Here are some terms and numbers, intentionally blurred by those that control them. Feel free to jump ahead:

The total US debt is a combination of two things: the public debt (the amount of securities the Treasury issues in order to borrow money from international or national investors) and intragovernmental holdings (the amount of borrowing done from funds like the Social Security trust fund.) Public debt is always higher.

As of April 30, 2011 – the public debt stood at $9.63 trillion dollars and intragovernmental debt at $4.6trillion (68% and 32% respectively of the total debt of $14.24 trillion vs. a debt ceiling, or cap, of $14.294 trillion.)

In April 2010, public debt was $8.41 trillion and intragovernmental was $4.48 trillion (65% and 35% respectively of the total debt.) In April 2009, public debt was $6.91 trillion and intragovernmental was $4.27 (62% and 38% of the total debt. The debt cap then, was $12.14 trillion.

In April 2008, just after federal subsidization of the sale (read: hostile takeover) of Bear Stearns to JPM Chase, and before the rest of the big bailout began, public debt was $5.22 trillion, intragovernmental was $4.08 trillion (56% and 44% of the total debt.) The debt cap then, was $9.815 trillion.

In April 2007, public debt was $4.97 trillion, intragovernmental was $3.78 trillion (57% and 43% of the total debt.) The debt cap was $8.965 trillion.

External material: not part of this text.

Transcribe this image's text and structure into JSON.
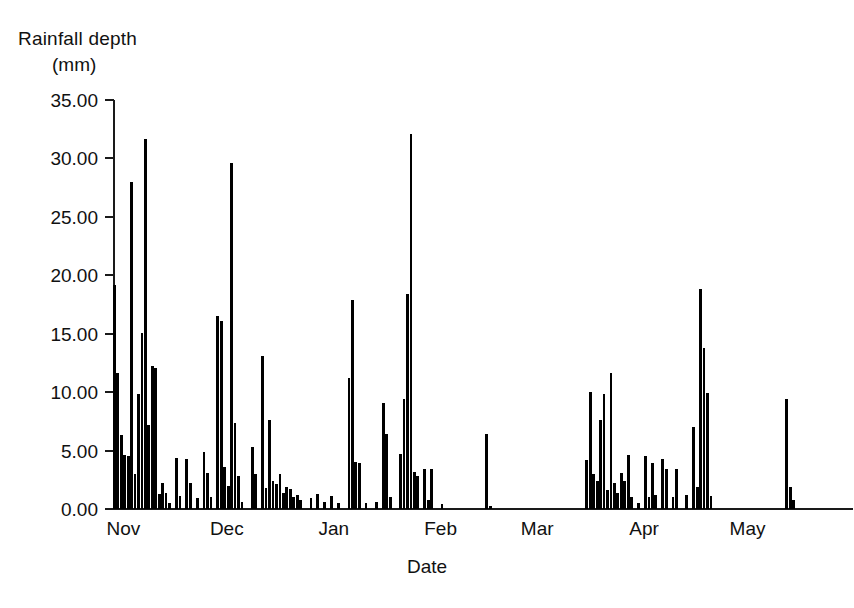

Basically, what all these numbers show is that; public debt has nearly doubled since before the big bailout, while intragovernmental debt has increased just 15%.  Some (like Geithner, Bernanke, etc.) may argue that this balloon in public debt was required to save our economy, though there’s little evidence of it doing anything but cheaply floating our financial system, not least because nearly half of the additional $4.4 trillion of public debt that was created is stashed at the Fed as either excess reserves, QE1, or QE2. 

Now that the Osama drama has died down a bit, and Congress returns to economic discourse with Tim Geithner over not whether, but by how much, the debt ceiling will be raised, the partisan bickering will resume its thunderous levels of inanity.

No one on the Hill will question the true why behind the debt – because it would lead back to that mammoth fuchsia elephant - we, the elected and appointed, screwed the country to support the power banks, and we’d do it again, in fact, we already are.

With respect to bin Laden, conflicting stories will go on forever – when did he die?, whose body is in the ocean?why didn’t Obama release a photo? But with respect to the economy, it’s super clear -  our debt ballooned and our economy deflated, to subsidize banks and their practices, period. We can’t blame that on Osama bin Laden.